Let’s learn the right and wrong ways to do that.
🟩 DO: Compact Files & Run OPTIMIZE Regularly
Small files = slow reads + high compute cost.
Recommended:
OPTIMIZE table_name;
OPTIMIZE table_name ZORDER BY (important_column);
Use Cases:
- High-ingestion tables
- Streaming outputs
- CDC pipelines
Result: Faster scans, better data skipping, lower cost.

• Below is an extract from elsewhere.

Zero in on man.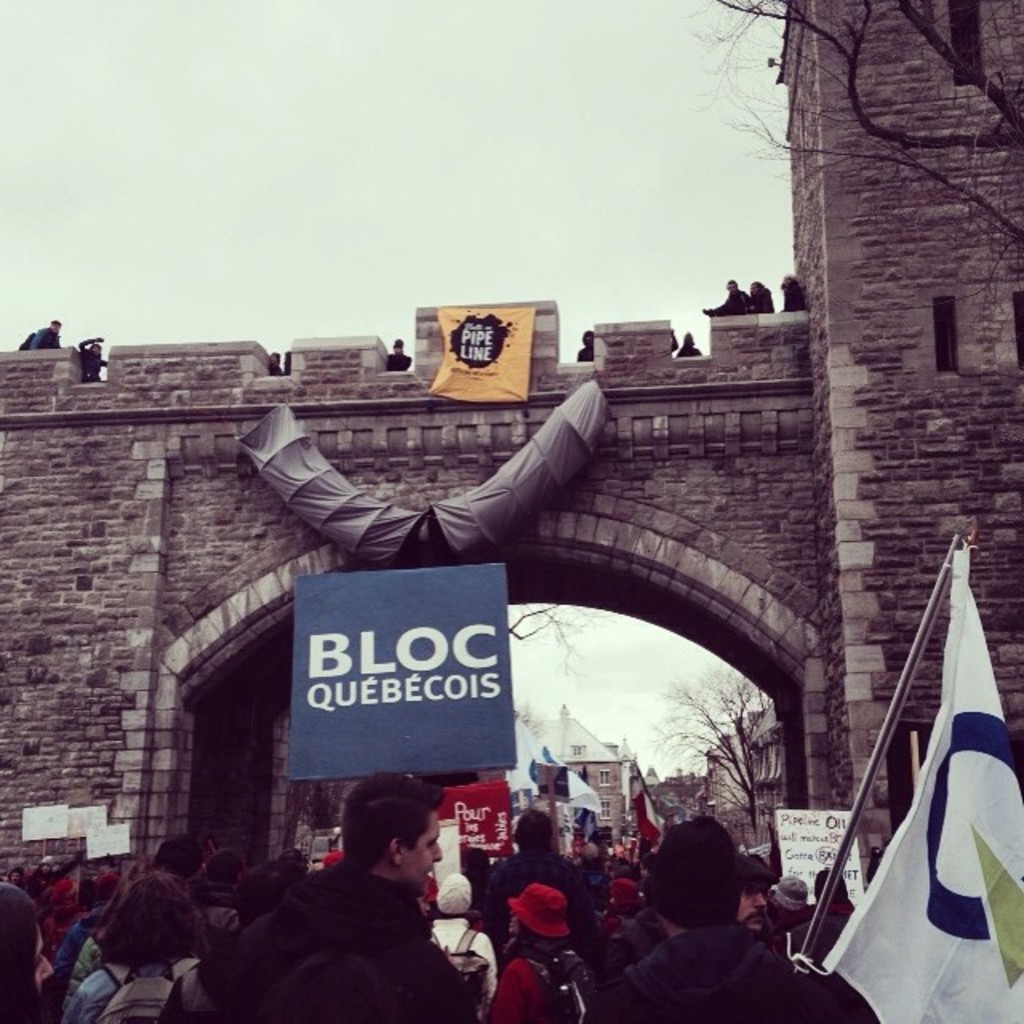
Zeroed in: Rect(603, 818, 882, 1022).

🟥 DON'T: Let Tiny Files Accumulate
If your table has:
- Thousands of small files
- 10KB or 100KB files
- Heavy streaming writes
- Over-partitioning
… your performance will crash.
Symptoms:
- Slow queries
- High I/O
- Excessive metadata operations
Prevent file explosion with Auto-Optimize:
ALTER TABLE my_table
SET TBLPROPERTIES (
'delta.autoOptimize.optimizeWrite' = 'true',
'delta.autoOptimize.autoCompact' = 'true'
);
🟩 DO: Use Z-ORDER for Filter Columns
Z-ORDER physically clusters related values.

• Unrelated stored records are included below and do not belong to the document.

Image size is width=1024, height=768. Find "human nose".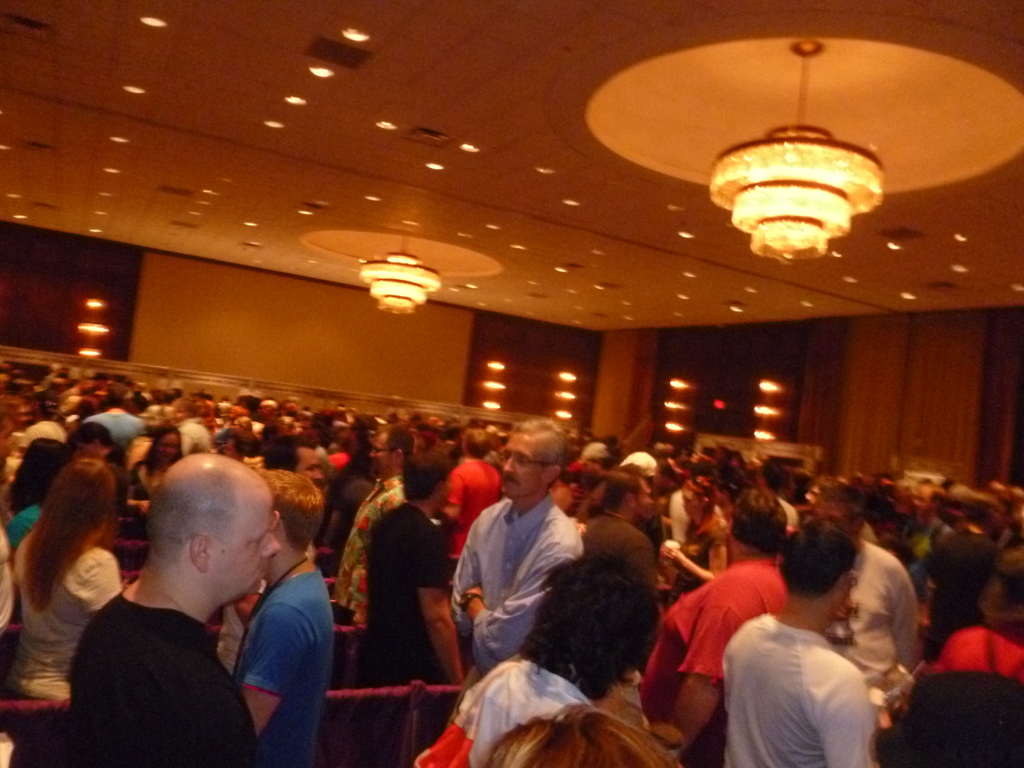
<box>504,458,516,477</box>.
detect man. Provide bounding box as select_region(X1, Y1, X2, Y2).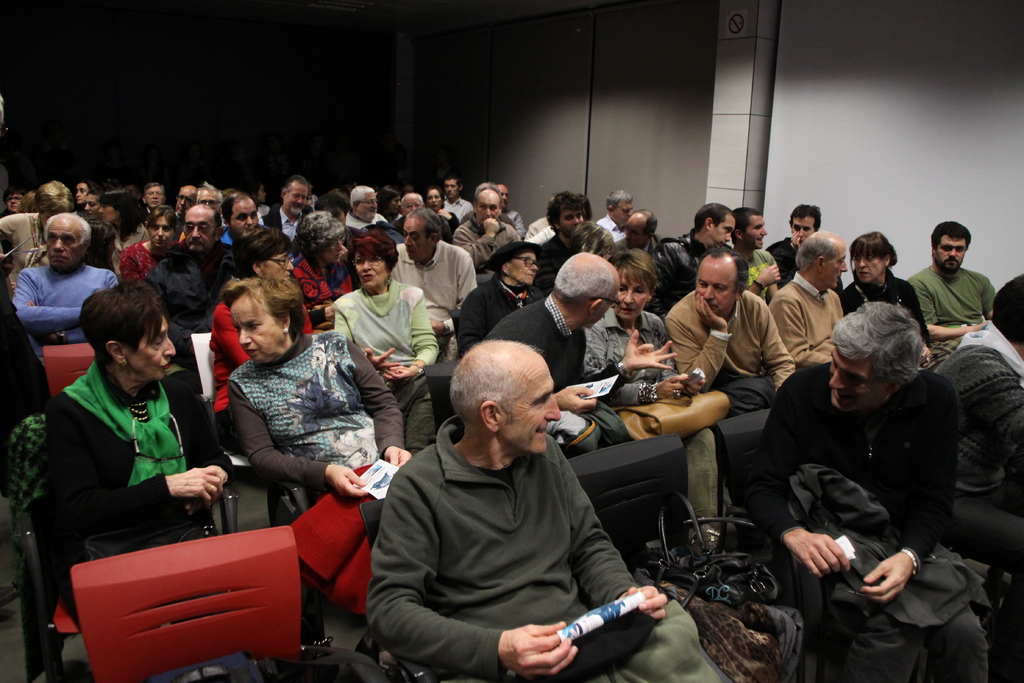
select_region(451, 181, 522, 277).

Best for queries filtering by:
- customer_id
- event_date
- device_id
- sku or product_id
Example:
OPTIMIZE events ZORDER BY (device_id, event_timestamp);
Result: 5×–20× faster filter-based queries.
🟥 DON'T: Z-ORDER Too Many Columns
Z-ORDER works best with 1–3 columns.
Problems with too many columns:
✖ Slower OPTIMIZE ✖ Too much data movement ✖ No performance gain
Keep it simple → only Z-ORDER your primary filter keys.

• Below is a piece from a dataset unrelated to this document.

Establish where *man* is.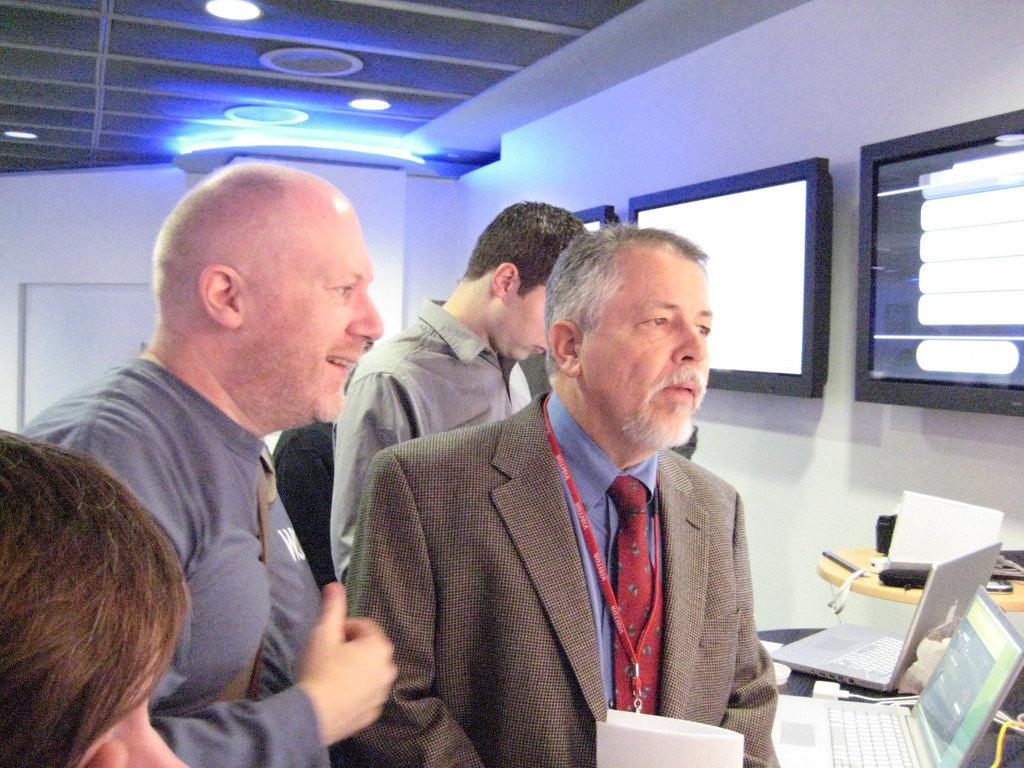
Established at (x1=329, y1=199, x2=593, y2=586).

🟩 DO: Use Photon for SQL Queries
Photon = Databricks’ ultra-fast C++ execution engine.
Perfect for:
- BI dashboards
- Large SQL aggregations
- Ad-hoc analytics
- Interactive data exploration
Enable Photon in SQL Warehouses & All-purpose clusters.
🟥 DON'T: Expect Photon to Speed Up Everything
Photon doesn’t accelerate:
✖ Python UDFs ✖ R or Scala-heavy workloads ✖ ML pipelines ✖ Non-SQL transformations
Use Photon only where it makes sense.
🟩 DO: Partition For Write Volume, Not Read Volume
Partitioning helps huge ingestion workloads.
Examples:
✔ partition by date
✔ partition by region
🟥 DON'T: Over-Partition
Too many partitions → tiny files → slow queries.
Bad examples:
✖ Partitioning by customer_id ✖ Partitioning by 1000+ values
Rule:
If a partition will contain < 256MB of data → don’t partition by it.
🟩 DO: Cache Hot Tables
Cache tables used repeatedly:
CACHE TABLE daily_sales;
Great for:
- BI dashboards
- Repeated queries
- Interactive explorations
🟥 DON'T: Cache Large, Rarely Used Tables
Caching is not storage — it’s memory.
Avoid caching:
✖ 5 TB tables ✖ Cold data rarely queried ✖ Tables that update frequently
🟩 DO: Tune SQL Endpoints Properly
For BI dashboards:
✔ Use Pro or Serverless SQL Warehouses ✔ Enable autoscaling ✔ Tune concurrency ✔ Allow the warehouse to scale up during peak hours
🟥 DON'T: Run Dashboards on Job Clusters
Job clusters are:
- Temporary
- Not cached
- Not optimized for BI
- Slow for dashboards
Use SQL Warehouses instead.
🟩 DO: Reduce Shuffle & Skew
Data skew leads to:
- Long-running tasks
- Failed jobs
- High compute cost
Fix skew by:
✔ Salting keys
✔ Using REPARTITION
✔ Broadcasting small tables
✔ Reducing unnecessary joins
Example:
SELECT /*+ BROADCAST(dim_table) */
🟩 DO: Monitor & Profile Queries
Databricks gives you powerful tools:
- Query Profile
- Query History
- Spark UI
- SQL Query Insights
Track:
- Shuffle volume
- Scan volume
- Stage execution time
- Skewed partitions
- Photon usage
📘 Summary
Improving Lakehouse performance is a balance of:
✔ Storage optimization
- Compact files
- Z-ORDER
- OPTIMIZE
- Correct partitioning
✔ Compute optimization
- Photon
- Correct cluster sizing
- Autoscaling
✔ Query optimization
- Avoid SELECT *
- Filter early
- Broadcast joins
- Tune SQL endpoints
✔ Architecture alignment
- Use SQL Warehouses for BI
- Avoid over-caching
- Prevent small file problems
A well-tuned Lakehouse is fast, cost-efficient, and extremely scalable.